Actually, on all windows platforms the search order for dll's is loaded
by the dynamic linker (windows loader, whatever)
  1) the directory in which the executable resides
  2) the current directory
  3) Windows 95/98: The Windows system directory.
     Windows NT/2K: The 32-bit Windows system directory. 
  4) Windows NT/2K: The 16-bit Windows system directory.
  5) The Windows directory.
  6) The directories that are listed in the PATH environment variable.

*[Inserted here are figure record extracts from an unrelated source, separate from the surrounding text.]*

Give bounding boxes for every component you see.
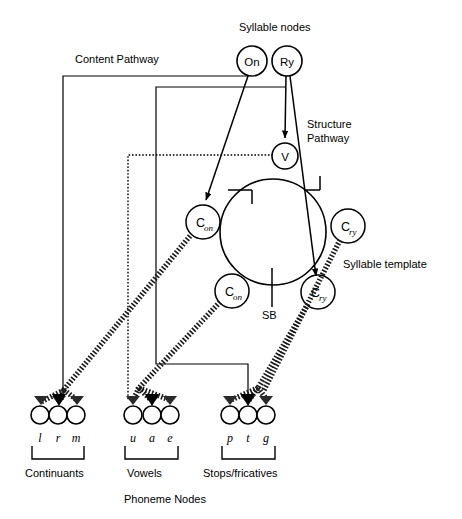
- phoneme-node-r[interactable]: [49, 406, 67, 424]
- phoneme-symbol-t: t: [246, 431, 250, 445]
- phoneme-symbol-p: p: [226, 431, 233, 445]
- head-continuant-r: [70, 396, 84, 405]
- vowel-slot-node-v[interactable]: V: [272, 143, 298, 169]
- phoneme-symbol-a: a: [149, 431, 155, 445]
- phoneme-symbol-g: g: [263, 431, 269, 445]
- label-structure-pathway-line1: Structure: [307, 118, 352, 131]
- syllable-node-ry-label: Ry: [280, 56, 294, 68]
- phoneme-symbol-u: u: [130, 431, 136, 445]
- phoneme-symbol-e: e: [167, 431, 173, 445]
- group-label-stops-fricatives: Stops/fricatives: [203, 467, 278, 480]
- syllable-node-on-label: On: [244, 56, 259, 68]
- bracket-continuants: [32, 446, 84, 459]
- phoneme-symbol-m: m: [72, 431, 81, 445]
- syllable-node-on[interactable]: On: [237, 46, 267, 76]
- bracket-stops-fricatives: [222, 446, 275, 459]
- phoneme-symbol-r: r: [56, 431, 61, 445]
- phoneme-node-m[interactable]: [67, 406, 85, 424]
- arrow-on-to-c-on-upper: [206, 76, 248, 200]
- syllable-node-ry[interactable]: Ry: [272, 46, 302, 76]
- template-slot-c-ry-upper-subscript: ry: [349, 227, 357, 237]
- label-syllable-template: Syllable template: [343, 258, 427, 271]
- head-stop-p: [223, 396, 237, 405]
- bracket-vowels: [125, 446, 178, 459]
- template-slot-c-on-lower-subscript: on: [233, 292, 243, 302]
- label-phoneme-nodes: Phoneme Nodes: [124, 493, 206, 506]
- phoneme-group-brackets: [32, 446, 275, 459]
- phoneme-node-l[interactable]: [31, 406, 49, 424]
- hatched-c-on-lower-to-vowels: [137, 302, 220, 390]
- arrow-ry-to-c-ry-lower: [290, 76, 316, 276]
- template-slot-c-ry-lower-subscript: ry: [319, 293, 327, 303]
- phoneme-symbol-l: l: [38, 431, 42, 445]
- label-content-pathway: Content Pathway: [75, 53, 159, 66]
- solid-head-continuant-r: [52, 394, 66, 406]
- phoneme-node-a[interactable]: [143, 406, 161, 424]
- arrow-ry-to-v: [285, 76, 286, 138]
- group-label-continuants: Continuants: [25, 467, 84, 480]
- syllable-network-diagram: On Ry V C on C ry C: [0, 0, 462, 519]
- template-slot-c-on-upper[interactable]: C on: [186, 205, 220, 239]
- tick-onset-left: [228, 190, 252, 204]
- label-syllable-nodes: Syllable nodes: [239, 21, 311, 34]
- tick-rhyme-right: [304, 176, 320, 190]
- label-structure-pathway-line2: Pathway: [307, 132, 349, 145]
- phoneme-node-p[interactable]: [221, 406, 239, 424]
- phoneme-node-e[interactable]: [161, 406, 179, 424]
- hatched-c-on-to-continuants: [62, 236, 190, 392]
- phoneme-node-circles: [31, 406, 275, 424]
- head-vowel-e: [163, 396, 177, 405]
- head-vowel-u: [126, 396, 140, 405]
- phoneme-node-g[interactable]: [257, 406, 275, 424]
- label-syllable-boundary: SB: [262, 309, 277, 322]
- group-label-vowels: Vowels: [127, 467, 162, 480]
- phoneme-symbols: l r m u a e p t g: [38, 431, 269, 445]
- selected-phoneme-arrowheads: [52, 394, 255, 406]
- template-slot-c-ry-upper[interactable]: C ry: [331, 209, 365, 243]
- template-slot-c-on-upper-subscript: on: [204, 223, 214, 233]
- hatched-connections: [41, 236, 340, 402]
- vowel-slot-node-v-label: V: [281, 151, 289, 163]
- solid-head-vowel-a: [145, 394, 159, 406]
- solid-head-stop-t: [241, 394, 255, 406]
- head-stop-g: [259, 396, 273, 405]
- phoneme-node-t[interactable]: [239, 406, 257, 424]
- phoneme-node-u[interactable]: [124, 406, 142, 424]
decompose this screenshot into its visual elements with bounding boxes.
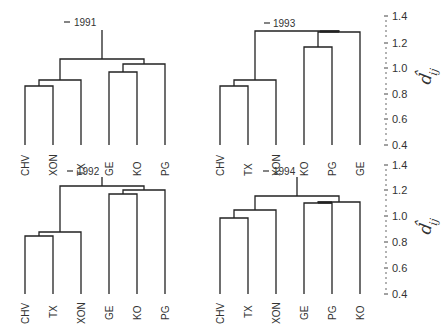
tick-label: 0.4: [392, 139, 407, 151]
tick-label: 0.8: [392, 236, 407, 248]
axis-title-sub: ij: [427, 67, 441, 77]
tick-label: 0.8: [392, 88, 407, 100]
leaf-label: XON: [271, 302, 282, 324]
leaf-label: GE: [104, 161, 115, 176]
year-marker-1992: 1992: [67, 166, 100, 177]
tick-label: 1.2: [392, 184, 407, 196]
leaf-label: KO: [132, 161, 143, 176]
axis-title-sub: ij: [427, 217, 441, 227]
leaf-label: CHV: [20, 303, 31, 324]
y-axis-top: 1.4 1.2 1.0 0.8 0.6 0.4 d̂ ij: [384, 10, 441, 151]
leaf-label: TX: [243, 163, 254, 176]
dendrogram-figure: 1991 CHV XON TX GE KO PG 1993 CHV TX XON…: [0, 0, 447, 324]
tick-label: 0.4: [392, 288, 407, 300]
dendrogram-1991: [25, 30, 165, 145]
year-label-1994: 1994: [273, 166, 296, 177]
y-axis-title: d̂ ij: [414, 65, 441, 87]
leaf-label: CHV: [215, 303, 226, 324]
leaf-label: XON: [48, 154, 59, 176]
leaf-labels-1994: CHV TX XON GE PG KO: [215, 302, 366, 324]
tick-label: 1.2: [392, 37, 407, 49]
leaf-label: XON: [76, 302, 87, 324]
tick-label: 0.6: [392, 113, 407, 125]
minor-ticks: [385, 21, 387, 140]
major-ticks: [384, 16, 388, 145]
year-label-1991: 1991: [74, 17, 97, 28]
year-marker-1994: 1994: [263, 166, 296, 177]
leaf-label: KO: [299, 161, 310, 176]
tick-label: 1.0: [392, 210, 407, 222]
tick-label: 0.6: [392, 262, 407, 274]
y-axis-title: d̂ ij: [414, 215, 441, 237]
tick-label: 1.0: [392, 62, 407, 74]
minor-ticks: [385, 170, 387, 289]
leaf-label: CHV: [215, 155, 226, 176]
leaf-label: PG: [327, 305, 338, 320]
leaf-label: CHV: [20, 155, 31, 176]
year-label-1993: 1993: [273, 18, 296, 29]
leaf-labels-1992: CHV TX XON GE KO PG: [20, 302, 171, 324]
tick-label: 1.4: [392, 10, 407, 22]
leaf-label: GE: [299, 305, 310, 320]
leaf-label: PG: [160, 305, 171, 320]
dendrogram-1993: [220, 31, 360, 145]
major-ticks: [384, 165, 388, 294]
leaf-label: KO: [355, 305, 366, 320]
leaf-label: PG: [160, 161, 171, 176]
y-axis-bottom: 1.4 1.2 1.0 0.8 0.6 0.4 d̂ ij: [384, 159, 441, 300]
tick-label: 1.4: [392, 159, 407, 171]
leaf-label: PG: [327, 161, 338, 176]
year-label-1992: 1992: [77, 166, 100, 177]
leaf-label: TX: [48, 305, 59, 318]
leaf-label: GE: [104, 305, 115, 320]
leaf-label: GE: [355, 161, 366, 176]
dendrogram-1992: [25, 177, 165, 294]
dendrogram-1994: [220, 177, 360, 294]
year-marker-1993: 1993: [264, 18, 296, 29]
leaf-label: KO: [132, 305, 143, 320]
leaf-label: TX: [243, 305, 254, 318]
year-marker-1991: 1991: [64, 17, 97, 28]
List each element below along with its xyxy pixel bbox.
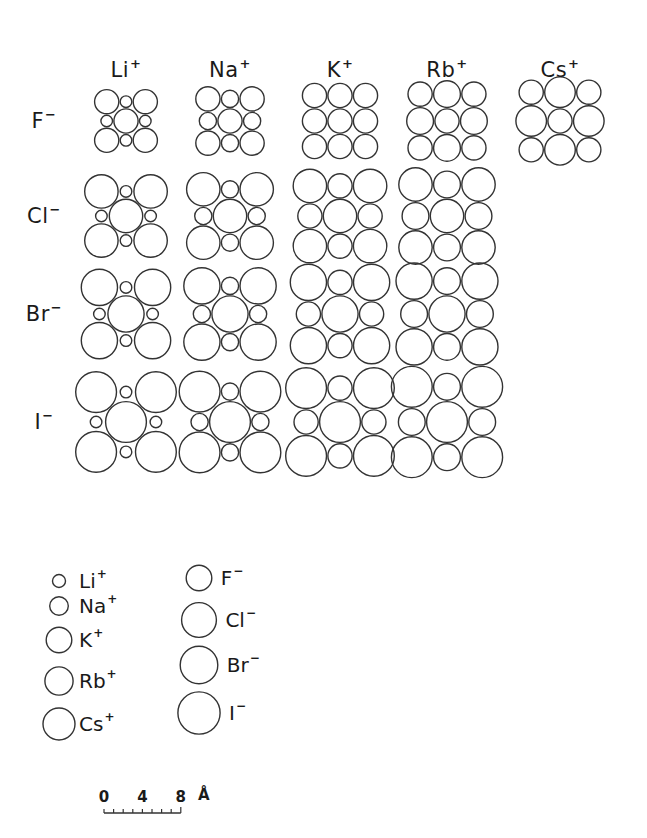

However, it is possible to do the exquivalent of a
dlopen("c:\absolute\path\to\my.dll") (*).  In that case, you have a
hardcoded path to a specific dll, and reqardless of whether my.dll is in
the executable's directory, you'll still load
c:\absolute\path\to\my.dll.

(*) I forgot what the windows equivalent function of dlopen() is; I'll
keep using the name dlopen(), but I mean the
windows-equivalent-funtion-for-dlopen().

The .local hack in Win2K is there for this explicit dlopen case, not the
typical dynamic linker case -- because merely placing the dll's into the
executable directory will force the dynamic linker to use those dll's
rather than dll's in some other location.  When you have
myapp.exe.local, W2K will OVERRIDE the absolute path in the dlopen()
statement, and search the application's local directory first.